Christian fundamentalists argue against abortion on the grounds that fetuses have souls. The argument starts with two premises: that people have souls while animals do not, and that the right to life goes with possession of a soul.
It proceeds by asserting that the developing fetus must acquire its soul at some instant; and because no point after conception is special enough to be that instant, it must happen at conception. (It takes hours for an egg and a sperm to unite, but they could choose some brief part of the process as the crucial "instant".) Therefore, the argument concludes, the fetus has a soul and the same rights as a grown human.
The fetus at any given time either has a soul or it doesn't.
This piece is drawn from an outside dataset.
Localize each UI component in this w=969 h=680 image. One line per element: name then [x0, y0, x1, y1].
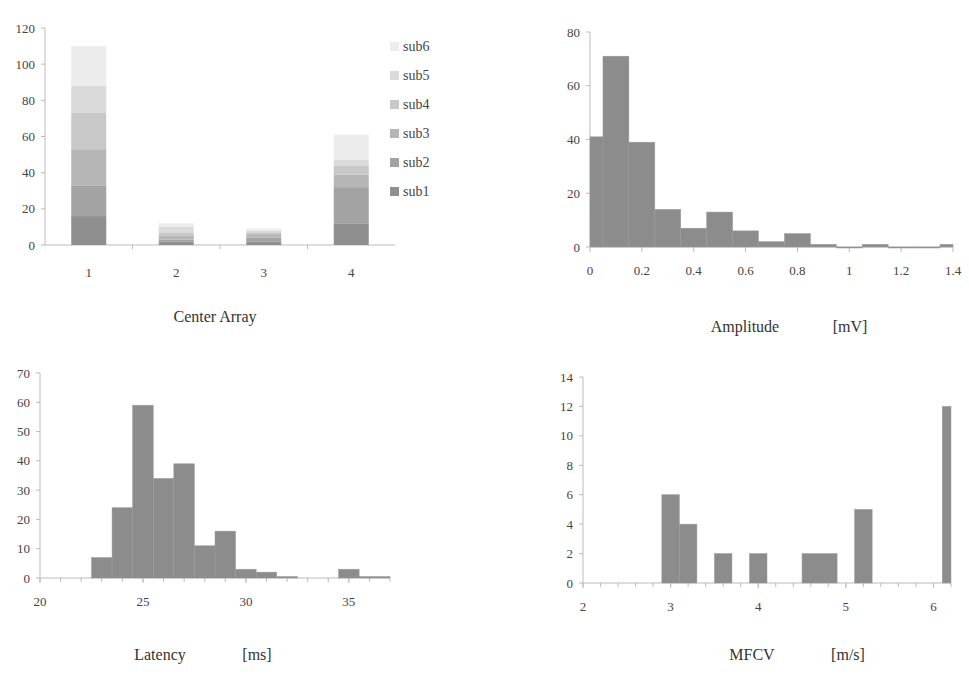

There is no intermediate state, no way to change gradually from soul-absent to soul-present, so the change must be instantaneous.
It is normal in quantum mechanics for an object to change gradually from state A to state B, even though there are no intermediate states between A and B.
Take for example, an electron's spin can either point up or down (along whichever axis you choose for the measurement); there is no possible intermediate value it can have. Yet in the proper conditions can reliably and gradually convert spin-down electrons into the spin-up state, over a predictable length of time. What changes is the probability you will find State A vs State B moves gradually from 0% to 100%.
So my question is, When does the Fetus Acquire the soul and is it an instantaneous event or a continuous event. Can someone explain this?